🤖 AI Summary
Existing benchmarks lack quantitative evaluation of full-duplex speech dialogue systems (FDSDS) under realistic conditions such as user interruptions, response latency, and acoustic noise.
Method: We introduce the first comprehensive benchmark for FDSDS, featuring an automated simulation pipeline that integrates large language models (LLMs), automatic speech recognition (ASR), and text-to-speech (TTS) to generate 40 hours of speech data—comprising 293 multi-turn dialogues and 1,200 controlled interruptions—with configurable interruption timing and realistic noise injection.
Contribution/Results: We propose novel metrics—including interruption response latency, robustness decay rate, and interaction fluency—to enable fine-grained, quantitative assessment of interruption handling. Experiments reveal significant degradation in response accuracy of leading open-source FDSDS under high-interruption and noisy conditions, underscoring the benchmark’s critical role in advancing natural, robust full-duplex dialogue research.
📝 Abstract
Full-duplex spoken dialogue systems (FDSDS) enable more natural human-machine interactions by allowing real-time user interruptions and backchanneling, compared to traditional SDS that rely on turn-taking. However, existing benchmarks lack metrics for FD scenes, e.g., evaluating model performance during user interruptions. In this paper, we present a comprehensive FD benchmarking pipeline utilizing LLMs, TTS, and ASR to address this gap. It assesses FDSDS's ability to handle user interruptions, manage delays, and maintain robustness in challenging scenarios with diverse novel metrics. We applied our benchmark to three open-source FDSDS (Moshi, Freeze-omni, and VITA-1.5) using over 40 hours of generated speech, with 293 simulated conversations and 1,200 interruptions. The results show that all models continue to face challenges, such as failing to respond to user interruptions, under frequent disruptions and noisy conditions. Demonstrations, data, and code will be released.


> TASK TO COMPLETE: Only the text carries over: repeat the records exactly and drop the images.

Records from a data collection:
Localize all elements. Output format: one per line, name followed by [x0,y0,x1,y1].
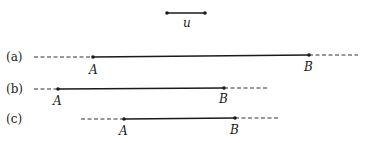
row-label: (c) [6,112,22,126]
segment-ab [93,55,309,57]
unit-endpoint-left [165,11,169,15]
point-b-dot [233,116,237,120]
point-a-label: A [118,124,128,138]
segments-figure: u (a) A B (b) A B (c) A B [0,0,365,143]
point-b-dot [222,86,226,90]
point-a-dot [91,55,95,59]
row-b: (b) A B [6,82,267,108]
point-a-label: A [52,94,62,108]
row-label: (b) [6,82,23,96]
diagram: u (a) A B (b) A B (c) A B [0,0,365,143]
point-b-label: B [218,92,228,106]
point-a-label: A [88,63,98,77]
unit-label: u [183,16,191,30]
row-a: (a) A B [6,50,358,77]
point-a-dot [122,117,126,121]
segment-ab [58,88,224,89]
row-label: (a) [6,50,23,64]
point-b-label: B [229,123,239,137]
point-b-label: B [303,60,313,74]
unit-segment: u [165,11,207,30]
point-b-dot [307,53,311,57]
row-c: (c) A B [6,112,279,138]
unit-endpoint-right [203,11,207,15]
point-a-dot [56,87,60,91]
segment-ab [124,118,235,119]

> OUTPUT OF THE EXERCISE:
Localize all elements. Output format: one per line, name followed by [x0,y0,x1,y1].
row-label: (c) [6,112,22,126]
segment-ab [93,55,309,57]
unit-endpoint-left [165,11,169,15]
point-b-dot [233,116,237,120]
point-a-label: A [118,124,128,138]
segments-figure: u (a) A B (b) A B (c) A B [0,0,365,143]
point-b-dot [222,86,226,90]
point-a-dot [91,55,95,59]
row-b: (b) A B [6,82,267,108]
point-a-label: A [52,94,62,108]
row-label: (b) [6,82,23,96]
diagram: u (a) A B (b) A B (c) A B [0,0,365,143]
point-b-label: B [218,92,228,106]
point-a-label: A [88,63,98,77]
unit-label: u [183,16,191,30]
row-a: (a) A B [6,50,358,77]
point-a-dot [122,117,126,121]
segment-ab [58,88,224,89]
row-label: (a) [6,50,23,64]
point-b-label: B [229,123,239,137]
point-b-label: B [303,60,313,74]
unit-segment: u [165,11,207,30]
point-b-dot [307,53,311,57]
row-c: (c) A B [6,112,279,138]
unit-endpoint-right [203,11,207,15]
point-a-dot [56,87,60,91]
segment-ab [124,118,235,119]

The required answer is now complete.